A Chinese language newspaper has cited distributors and motherboard manufacturers, saying that the supply of AMD's processors is still tight, but should begin to ease towards
the end of the month.
Earlier this month, we reported that
AMD had officially confirmed its supply troubles, but company officials gave no indication as to when the shortages would end.
It would seem that the shortages that many distributors have complained about for some time may start to ease as December approaches. There is, however, no indication as to when the supply issues will come to an end.
Many have attributed the shortages to Dell's high allocation demands, since the builder hasn't seen any significant issues with AMD CPUs on the supply front. However, AMD representatives have attributed the problem to the increase in demand for its processors from both system builders and OEMs.

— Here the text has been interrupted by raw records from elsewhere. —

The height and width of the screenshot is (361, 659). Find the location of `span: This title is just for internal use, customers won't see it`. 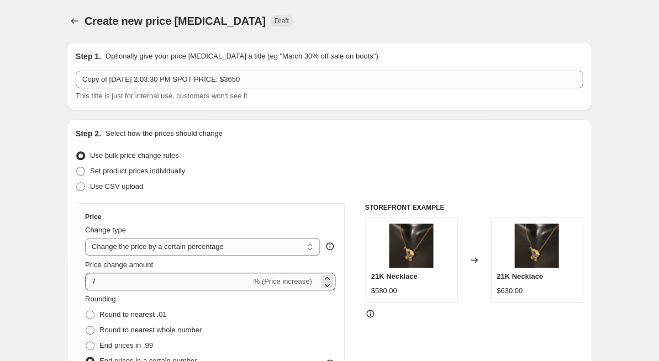

span: This title is just for internal use, customers won't see it is located at coordinates (161, 96).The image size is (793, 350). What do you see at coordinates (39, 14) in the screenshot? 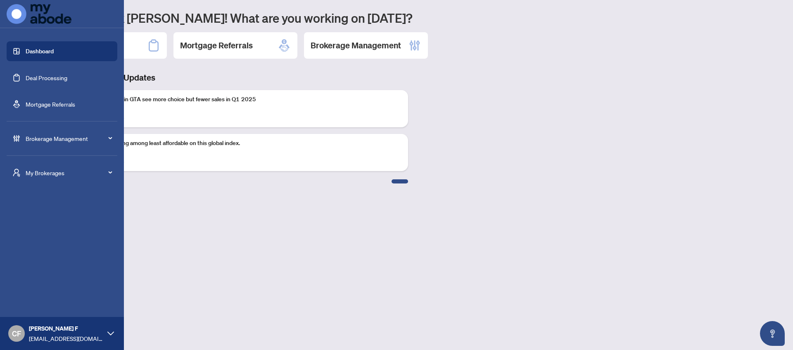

*Sigh* You really have no idea how much of a minority buy cutting edge hardware. AMD and all other companies make money off their midrange products which sell on mass....
So those in the know will buy Intel, and I would have thought that Intel's massive current marketing campaign pusing C2D would seal the deal for the great unwashed.
just kidding :p
The X2 line are still very solid CPU's also, while C2D does have an edge in performance its not exactly a world-ending one.
Plus it looks like decent C2D motherboards add an extra £100 to the price, which effects things abit compared to AM2 ones.
Side note : wow, the only quad core C2D scan have up are £700 oem and £750 retail ? blimey.
Doubt it lol
I think it will take more than Core to save Intel. AMD needed the Athlon (amazing CPU) and also needed Netbursts (Intels worst CPU architecture ever. . .) and even with that it has taken AMD a while to get main-stream appeal.
Netburst is not only a disaster in the sense that performance sucked, the high clock speeds and poor performance proved that all Intel wanted was to hear the consumer say "OMG GHz!!!!111". What really disappoints me is that Intel R&D budget is immense, far better than AMDs budget, yet they could not create a CPU that would beat the Athlon, until the launch of Core- and personally, I'm not yet going to label the Athlon architecture as defeated.
Speedfreek, can you point to some good reviews? I'm too lazy to ask google and I don't really want to sift through a bunch of amateur reviews.